A 15-year-old Yazidi girl captured by the Islamic State group after escaping. (Associated Press)
United Nations:
The campaign of Islamic State militants against Iraq's Yazidi minority may be attempted genocide, UN Assistant Secretary-General for human rights Ivan Simonovic said on Tuesday.
"Facts are indicating that actions against Yazidis may amount to attempted genocide," he told a small group of reporters at the United Nations after returning from a recent visit to Iraq.
Simonovic was speaking as Islamic State, often referred to as ISIL or ISIS, advanced on Iraq's Sinjar mountain, tightening a siege of thousands of stranded Yazidis, who called on the United States and its allies to act to avert more bloodshed.
Thousands of Yazidis have been shot, buried alive or sold into slavery by Islamic State militants, who regard them as devil-worshippers.
US President Barack Obama authorised air strikes in Iraq in August, citing the duty to prevent an impending genocide of Yazidis at the hands of Islamic State militants after they overran a vast swathe of northern Iraq.
The 1948 UN Convention on the Prevention and Punishment of the Crime of Genocide defines genocide as an intent to destroy in whole or in part a national, ethical, racial or religious group.
The convention says this can be done by killing members, causing serious bodily or mental harm to members, deliberately inflicting conditions on the group calculated to bring about its physical destruction, preventing births within the group or forcibly transferring children of the group to another group.
Simonovic said that Islamic State was forcing Yazidis to either convert to Islam or be killed with the intent of destroying the religious group.
Islamic State originally attacked the area around Sinjar, in northwestern Iraq, in August.

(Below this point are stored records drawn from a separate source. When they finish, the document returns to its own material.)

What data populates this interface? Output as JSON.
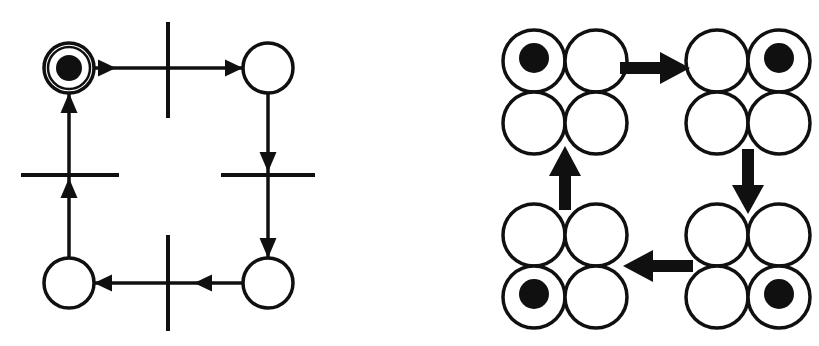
{
  "figure": {
    "background_color": "#ffffff",
    "ink_color": "#101010",
    "width": 819,
    "height": 346
  },
  "petri_net": {
    "label": "petri-net-diagram",
    "description": "Cyclic Petri net with four places and four transitions; a single token resides in the upper-left place.",
    "place_radius_outer": 25,
    "place_radius_inner": 21,
    "token_radius": 13,
    "places": [
      {
        "id": "p1",
        "name": "place-top-left",
        "cx": 69,
        "cy": 68,
        "tokens": 1,
        "double_ring": true
      },
      {
        "id": "p2",
        "name": "place-top-right",
        "cx": 268,
        "cy": 68,
        "tokens": 0,
        "double_ring": false
      },
      {
        "id": "p3",
        "name": "place-bottom-right",
        "cx": 268,
        "cy": 283,
        "tokens": 0,
        "double_ring": false
      },
      {
        "id": "p4",
        "name": "place-bottom-left",
        "cx": 69,
        "cy": 283,
        "tokens": 0,
        "double_ring": false
      }
    ],
    "transitions": [
      {
        "id": "t1",
        "name": "transition-top",
        "orientation": "vertical",
        "x": 168,
        "y": 70,
        "length": 96,
        "thickness": 4
      },
      {
        "id": "t2",
        "name": "transition-right",
        "orientation": "horizontal",
        "x": 268,
        "y": 175,
        "length": 94,
        "thickness": 4
      },
      {
        "id": "t3",
        "name": "transition-bottom",
        "orientation": "vertical",
        "x": 168,
        "y": 283,
        "length": 96,
        "thickness": 4
      },
      {
        "id": "t4",
        "name": "transition-left",
        "orientation": "horizontal",
        "x": 70,
        "y": 175,
        "length": 98,
        "thickness": 4
      }
    ],
    "arcs": [
      {
        "id": "a1",
        "name": "arc-place-top-left-to-transition-top",
        "from": "p1",
        "to": "t1",
        "direction": "right"
      },
      {
        "id": "a2",
        "name": "arc-transition-top-to-place-top-right",
        "from": "t1",
        "to": "p2",
        "direction": "right"
      },
      {
        "id": "a3",
        "name": "arc-place-top-right-to-transition-right",
        "from": "p2",
        "to": "t2",
        "direction": "down"
      },
      {
        "id": "a4",
        "name": "arc-transition-right-to-place-bottom-right",
        "from": "t2",
        "to": "p3",
        "direction": "down"
      },
      {
        "id": "a5",
        "name": "arc-place-bottom-right-to-transition-bottom",
        "from": "p3",
        "to": "t3",
        "direction": "left"
      },
      {
        "id": "a6",
        "name": "arc-transition-bottom-to-place-bottom-left",
        "from": "t3",
        "to": "p4",
        "direction": "left"
      },
      {
        "id": "a7",
        "name": "arc-place-bottom-left-to-transition-left",
        "from": "p4",
        "to": "t4",
        "direction": "up"
      },
      {
        "id": "a8",
        "name": "arc-transition-left-to-place-top-left",
        "from": "t4",
        "to": "p1",
        "direction": "up"
      }
    ]
  },
  "reachability_graph": {
    "label": "reachability-graph-diagram",
    "description": "Four markings arranged in a cycle; each marking shows the four places as a 2x2 cluster of circles with the token in one of them.",
    "node_circle_radius": 31,
    "node_token_radius": 15,
    "markings": [
      {
        "id": "m1",
        "name": "marking-top-left",
        "cx": 565,
        "cy": 92,
        "token_position": "top-left",
        "token_index": 0,
        "circle_labels": [
          "top-left",
          "top-right",
          "bottom-left",
          "bottom-right"
        ]
      },
      {
        "id": "m2",
        "name": "marking-top-right",
        "cx": 748,
        "cy": 92,
        "token_position": "top-right",
        "token_index": 1,
        "circle_labels": [
          "top-left",
          "top-right",
          "bottom-left",
          "bottom-right"
        ]
      },
      {
        "id": "m3",
        "name": "marking-bottom-right",
        "cx": 748,
        "cy": 266,
        "token_position": "bottom-right",
        "token_index": 3,
        "circle_labels": [
          "top-left",
          "top-right",
          "bottom-left",
          "bottom-right"
        ]
      },
      {
        "id": "m4",
        "name": "marking-bottom-left",
        "cx": 565,
        "cy": 266,
        "token_position": "bottom-left",
        "token_index": 2,
        "circle_labels": [
          "top-left",
          "top-right",
          "bottom-left",
          "bottom-right"
        ]
      }
    ],
    "edges": [
      {
        "id": "e1",
        "name": "edge-top-left-to-top-right",
        "from": "m1",
        "to": "m2",
        "direction": "right"
      },
      {
        "id": "e2",
        "name": "edge-top-right-to-bottom-right",
        "from": "m2",
        "to": "m3",
        "direction": "down"
      },
      {
        "id": "e3",
        "name": "edge-bottom-right-to-bottom-left",
        "from": "m3",
        "to": "m4",
        "direction": "left"
      },
      {
        "id": "e4",
        "name": "edge-bottom-left-to-top-left",
        "from": "m4",
        "to": "m1",
        "direction": "up"
      }
    ]
  }
}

A renewed assault began at dawn on Monday, when militants driving Humvees and civilian vehicles attacked several Yazidi residential compounds, forcing the Yazidis to retreat up the mountain.
"Facts are indicating that actions against Yazidis may amount to attempted genocide," he told a small group of reporters at the United Nations after returning from a recent visit to Iraq.
Simonovic was speaking as Islamic State, often referred to as ISIL or ISIS, advanced on Iraq's Sinjar mountain, tightening a siege of thousands of stranded Yazidis, who called on the United States and its allies to act to avert more bloodshed.
Thousands of Yazidis have been shot, buried alive or sold into slavery by Islamic State militants, who regard them as devil-worshippers.
US President Barack Obama authorised air strikes in Iraq in August, citing the duty to prevent an impending genocide of Yazidis at the hands of Islamic State militants after they overran a vast swathe of northern Iraq.
The 1948 UN Convention on the Prevention and Punishment of the Crime of Genocide defines genocide as an intent to destroy in whole or in part a national, ethical, racial or religious group.
The convention says this can be done by killing members, causing serious bodily or mental harm to members, deliberately inflicting conditions on the group calculated to bring about its physical destruction, preventing births within the group or forcibly transferring children of the group to another group.
Simonovic said that Islamic State was forcing Yazidis to either convert to Islam or be killed with the intent of destroying the religious group.
Islamic State originally attacked the area around Sinjar, in northwestern Iraq, in August. A renewed assault began at dawn on Monday, when militants driving Humvees and civilian vehicles attacked several Yazidi residential compounds, forcing the Yazidis to retreat up the mountain.